On current form, that’d be Dundee United, Raith Rovers, Partick Thistle and Airdrie — and they would be relieved of the horrible dilemma they currently find themselves in.

The one over whether to risk their future by chucking money at a system that’s loaded against them, or living within their means and being accused by their fans of lacking ambition.

I wrote last week about United’s perilous situation, caused not least by them being a textbook yo-yo club. Not quite good enough to establish themselves in the Prem but far too heavy on wages for the second tier.

Do we want to see them follow the likes of Hearts, Motherwell, Dundee and Livi down the road to administration for want of a set-up that works against its own member clubs?

Surely not. Surely we should be looking to encourage those clubs for whom full-time football is feasible to be able to plan long-term rather than from season to season, as the likes of United have been for too long.

Is financial mismanagement at play in their situation and others who have flirted with complete meltdown? Course there is.

But that tends to stem from a desperation to be part of a league that the SPFL, and the SPL before them, afforded some sort of fantasyland elite status.

The blazers nested in the main stand at Hampden have this lofty concept of Scottish football as a marketable product, but the income they drag down tells its own story.

Fact is, we get sponsorship and telly deals because we have Celtic and Rangers — and let’s be brutally honest, if the SPFL could sell the pair of them as a two-team division all of their own, they’d be happy as Larry.

But being pragmatic about this isn’t the same as simply accepting that no one else matters, that everyone else is just there to make up the numbers.

Which is why, for me, we need to do more for the clubs on either side of a Premiership-Championship divide thinner than this morning’s paper.

We need to remove the jeopardy of worrying that three defeats might cast them adrift at the bottom of one or leave them out of the play-offs in the other.

We need to do away with the fakery of a play-off set-up that’s there not to encourage new blood, but to protect those who are already there.

And when we see results like Partick Thistle going up to Ross County and winning 3-0, when we see Airdrie beat St Johnstone and Raith push Livi to the wire — the kind of performances and results that are being repeated season after season — we surely need to realise that an extra four clubs would make the top flight better as well as bigger.

If we went to 16 teams, it would mean Dundee derbies, Motherwell v Airdrie derbies, not to mention the novelty of Glasgow derbies where away fans were welcome.

What’s not to love about all that?

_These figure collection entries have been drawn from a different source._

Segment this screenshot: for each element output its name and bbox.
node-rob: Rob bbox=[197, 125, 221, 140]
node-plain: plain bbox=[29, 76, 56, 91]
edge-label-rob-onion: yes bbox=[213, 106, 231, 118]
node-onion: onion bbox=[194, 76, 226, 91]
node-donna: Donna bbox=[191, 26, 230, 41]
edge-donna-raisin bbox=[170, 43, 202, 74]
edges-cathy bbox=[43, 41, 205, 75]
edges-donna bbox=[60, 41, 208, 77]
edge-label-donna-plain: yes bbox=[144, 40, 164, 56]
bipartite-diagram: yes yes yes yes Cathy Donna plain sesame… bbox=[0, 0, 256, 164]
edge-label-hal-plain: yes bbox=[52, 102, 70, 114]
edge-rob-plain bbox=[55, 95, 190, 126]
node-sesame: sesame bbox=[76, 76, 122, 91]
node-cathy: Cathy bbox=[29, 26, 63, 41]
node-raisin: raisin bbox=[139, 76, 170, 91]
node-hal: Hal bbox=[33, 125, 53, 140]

Who wouldn’t look forward to this injection of something new and fresh?

You know, apart from an SPFL hierarchy who seem to regard ambition and excitement as qualities to be squished like annoying little bugs.

Neil Doncaster and his crew are the problem here, not the people running the clubs.

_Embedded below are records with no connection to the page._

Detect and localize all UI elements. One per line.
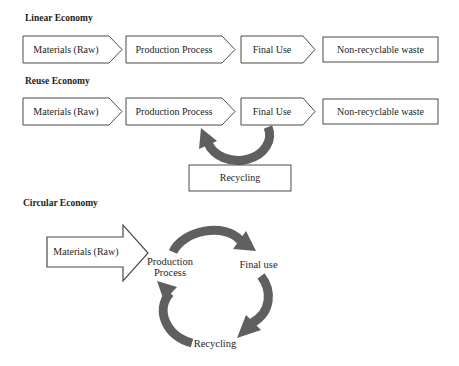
cycle-top-arrow-icon: [173, 230, 241, 252]
reuse-step-waste-label: Non-recyclable waste: [323, 99, 438, 124]
reuse-recycling-label: Recycling: [189, 165, 291, 191]
circular-economy-heading: Circular Economy: [23, 198, 98, 208]
circular-production-label: Production Process: [140, 253, 200, 281]
linear-economy-heading: Linear Economy: [25, 13, 93, 23]
reuse-return-arrow-icon: [208, 127, 270, 160]
cycle-right-arrow-icon: [252, 276, 268, 323]
reuse-step-finaluse-label: Final Use: [241, 98, 303, 125]
cycle-left-arrow-icon: [163, 293, 192, 343]
circular-finaluse-label: Final use: [238, 252, 279, 278]
reuse-step-materials-label: Materials (Raw): [23, 98, 109, 125]
linear-step-production-label: Production Process: [126, 36, 222, 63]
economy-diagram: Linear Economy Reuse Economy Circular Ec…: [0, 0, 459, 366]
circular-recycling-label: Recycling: [183, 337, 247, 351]
reuse-step-production-label: Production Process: [126, 98, 222, 125]
linear-step-waste-label: Non-recyclable waste: [323, 37, 438, 62]
reuse-economy-heading: Reuse Economy: [25, 76, 90, 86]
linear-step-materials-label: Materials (Raw): [23, 36, 109, 63]
linear-step-finaluse-label: Final Use: [241, 36, 303, 63]
circular-materials-label: Materials (Raw): [49, 238, 123, 266]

The people running the show are the ones who put all their energies into keeping the Old Firm happy — and how’s that working out? — rather than seeing the big picture of what the game as a whole needs.

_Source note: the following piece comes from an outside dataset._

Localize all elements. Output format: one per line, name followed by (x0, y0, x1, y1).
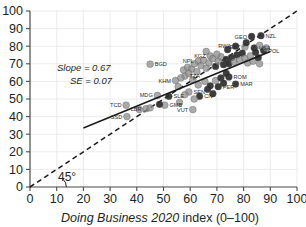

Yet if only they opened their minds, what downside could they possibly see to expanding the Premiership?

I can’t see one. All I can see are opportunities, such as BBC Scotland and STV dipping into their pockets for rights to matches not involving the Old Firm, the way TNT and Amazon screen the ones Sky don’t take first dibs at in England.

Well v The Diamonds on a Friday night? Now you’re talking.

Play each other twice, then split into two eights.

Bin the play-offs and get back to a simple two up, two down.

Regionalise the lower leagues so part-time clubs save money.

Whatever we do, let’s just shake it up, because our week-to-week domestic game isn’t just stagnating, it’s going backwards.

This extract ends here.